How stand I then, That I have a father kill’d, a mother stain’d, Excitements of my reason and my blood, And let all sleep?
Yes. Self-talk at its finest.
Because it’s not like Hamlet’s been siting around doing nothing. He’s not kickin’ back playing video games, lying around staring at the ceiling or even reading. At almost every moment, he is trying to work out what to do and the best way to do it. He’s staged a play. He’s killed someone in trying to kill his target.
To me, it looks like Hamlet has been trying to get this revenge in a careful measured way for two thirds of the play and then ends up overly excited and kills the wrong guy. At which point, it’s not his sleeping that is preventing him from killing Claudius, it’s opportunity.

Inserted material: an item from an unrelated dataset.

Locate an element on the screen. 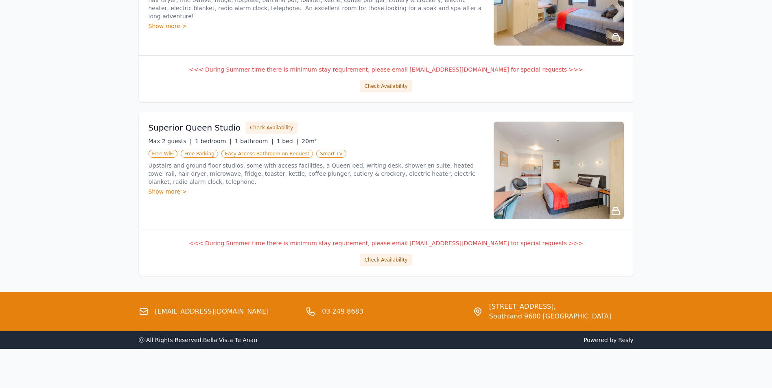 The height and width of the screenshot is (388, 772). span: ⓒ All Rights Reserved. Bella Vista Te Anau is located at coordinates (198, 340).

I’m sure Claudius has guarded both himself and Hamlet heavily. There is no way for him to do his father’s will under the current circumstances.
But of course that’s not what he says to himself. No, no…to himself, everything is his fault. And not due to circumstances at all, but some mortal character flaw.
And thousands of literary critics followed and wailed about his tragic flaw.
Rightly to be great Is not to stir without great argument, But greatly to find quarrel in a straw When honor’s at the stake.
Yeah. I don’t think this is right. I know this whole honor thing might have made sense in the 1500s – but now, in most situations, we don’t go in for this line of thinking. The only contemporary cultures that are particularly concerned with honor are closed, monocultural clusters. This is how you get Hatfields and McCoys. This is how you get Bloods and Crips. This is how young women get murdered by their families for having a young woman’s body and not submitting to shame. You can be murdered for desire in the name of some dude’s “honor.”
So when women’s bodies become as inconsequential as a piece of straw to fight over, I suggest that honor may be a dated concept that it is time to retire.